Friday, December 10, 2010

Is the Christmas movie dead?

I saw a report come across the news that said studios were just not making Christmas movies anymore. It stated the reasons to include the fact that there is so much competition from non-seasonal pictures that it doesn't make sense. It also stated that there just weren't any 'new' or different stories out there. This caught my attention for a several reasons.

Of course as a connoisseur of many a Christmas film, I would agree there are lots of crappy ones out there. Invariably, when a great Christmas tale is done for film, aka A Christmas Carol, Its a Wonderful Life, or The Christmas Story, it seems that all Hollywood can do at that point is some knockoff. Of course they want a sure winner so its easy to think that doing a knockoff is safe. But then to complain that there just aren't any good stories out there is pretty much crap and we as writers know it.

Its very similar to the publishing industry professional who tells a group of writers that "humor just doesn't sell" or "no one wants to read memoirs". Yet the success of a book like Sh*t My Dad Says - now a TV series - flys in the face of those statements. It also shows writers that there is more than one way to skin a cat. The guy that wrote that book started it as twitter posts and gathered hundreds of thousands of followers. It was proof people loved it and he thus got a publishing contract.

These days writers have tremendous ways to build their audience and market for any book or style they choose to write in and the public decides what is or is not good and this allows a writer to follow their gut instead of trying to conform to what someone else tells them the 'market' likes. Of course, if you're wrong you know it immediately and that's a good thing too because a publisher can say you're crazy but there's nothing like instant public feedback to confirm it.

I think that the new digital age will user in a whole plethora of genres and books that can't even be imagined now and that includes the types of stories available as Christmas tales. Our job as writers is to stop playing it safe and push the envelope on what we dare.

One other ridiculous aspect of Hollywood and the publishing industry is that they have a memory of about four weeks. So whatever they aren't buying this month, they will start buying next month. The trick is to stop caring what they think and just start writing.

2 comments:

Travis Erwin said...

Ouch. I think maybe a rock just hit me in the forehead.

dee said...

no!! maybe a pebble, but not a rock!!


- [Your task]: Records follow. Pull out every line that contains "Total".
____ Given data
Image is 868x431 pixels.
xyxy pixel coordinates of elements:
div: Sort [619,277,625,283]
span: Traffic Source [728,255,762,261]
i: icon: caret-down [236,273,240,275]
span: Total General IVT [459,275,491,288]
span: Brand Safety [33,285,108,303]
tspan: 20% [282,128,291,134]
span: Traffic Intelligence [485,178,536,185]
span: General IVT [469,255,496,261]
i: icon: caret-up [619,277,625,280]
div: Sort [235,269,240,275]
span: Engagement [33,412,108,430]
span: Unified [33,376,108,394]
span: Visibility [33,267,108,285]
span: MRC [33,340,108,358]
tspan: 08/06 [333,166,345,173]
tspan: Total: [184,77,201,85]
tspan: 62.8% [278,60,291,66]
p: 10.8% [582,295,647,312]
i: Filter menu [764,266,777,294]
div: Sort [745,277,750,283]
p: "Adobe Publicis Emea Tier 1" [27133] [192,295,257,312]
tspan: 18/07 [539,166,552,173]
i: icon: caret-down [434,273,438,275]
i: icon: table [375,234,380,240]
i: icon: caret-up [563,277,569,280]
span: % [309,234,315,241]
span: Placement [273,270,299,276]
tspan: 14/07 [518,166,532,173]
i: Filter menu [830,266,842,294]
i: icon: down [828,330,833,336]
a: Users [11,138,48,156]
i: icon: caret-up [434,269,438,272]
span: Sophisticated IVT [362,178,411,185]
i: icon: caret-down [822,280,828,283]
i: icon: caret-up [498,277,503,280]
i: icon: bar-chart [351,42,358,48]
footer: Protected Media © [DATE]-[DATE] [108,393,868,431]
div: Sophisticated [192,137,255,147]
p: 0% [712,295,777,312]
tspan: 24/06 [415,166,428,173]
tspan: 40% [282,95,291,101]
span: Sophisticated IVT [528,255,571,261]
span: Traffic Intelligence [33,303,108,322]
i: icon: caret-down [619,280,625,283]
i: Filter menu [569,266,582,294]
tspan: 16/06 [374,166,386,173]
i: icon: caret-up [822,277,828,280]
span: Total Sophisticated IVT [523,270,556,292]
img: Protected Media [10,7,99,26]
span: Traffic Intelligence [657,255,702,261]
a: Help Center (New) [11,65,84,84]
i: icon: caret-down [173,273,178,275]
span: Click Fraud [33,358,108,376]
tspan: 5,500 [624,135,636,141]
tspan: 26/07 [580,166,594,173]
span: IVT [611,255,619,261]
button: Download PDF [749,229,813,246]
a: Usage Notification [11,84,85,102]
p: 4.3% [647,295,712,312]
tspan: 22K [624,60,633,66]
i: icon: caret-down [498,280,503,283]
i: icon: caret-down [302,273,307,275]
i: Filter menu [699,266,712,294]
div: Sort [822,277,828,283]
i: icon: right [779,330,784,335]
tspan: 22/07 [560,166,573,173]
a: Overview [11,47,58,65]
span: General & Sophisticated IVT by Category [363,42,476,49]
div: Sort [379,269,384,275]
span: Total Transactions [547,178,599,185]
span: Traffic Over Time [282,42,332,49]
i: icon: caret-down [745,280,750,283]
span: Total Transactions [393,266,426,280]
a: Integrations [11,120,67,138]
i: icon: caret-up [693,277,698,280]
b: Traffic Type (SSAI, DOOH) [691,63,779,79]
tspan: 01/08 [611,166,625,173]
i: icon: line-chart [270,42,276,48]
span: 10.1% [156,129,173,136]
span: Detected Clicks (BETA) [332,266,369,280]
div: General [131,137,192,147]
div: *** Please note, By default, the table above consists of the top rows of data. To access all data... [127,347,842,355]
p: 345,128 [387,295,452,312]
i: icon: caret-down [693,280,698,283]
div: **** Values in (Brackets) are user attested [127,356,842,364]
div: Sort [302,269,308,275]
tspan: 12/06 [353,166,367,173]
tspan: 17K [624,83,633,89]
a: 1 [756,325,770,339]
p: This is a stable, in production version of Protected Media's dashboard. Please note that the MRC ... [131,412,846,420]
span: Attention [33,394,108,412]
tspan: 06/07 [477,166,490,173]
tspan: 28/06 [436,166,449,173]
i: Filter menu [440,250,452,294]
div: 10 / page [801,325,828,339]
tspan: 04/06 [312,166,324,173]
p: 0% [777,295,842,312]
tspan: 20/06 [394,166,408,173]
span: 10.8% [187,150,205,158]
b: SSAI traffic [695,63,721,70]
________
- [Exercise output]:
span: Total General IVT [459,275,491,288]
tspan: Total: [184,77,201,85]
span: Total Sophisticated IVT [523,270,556,292]
span: Total Transactions [547,178,599,185]
span: Total Transactions [393,266,426,280]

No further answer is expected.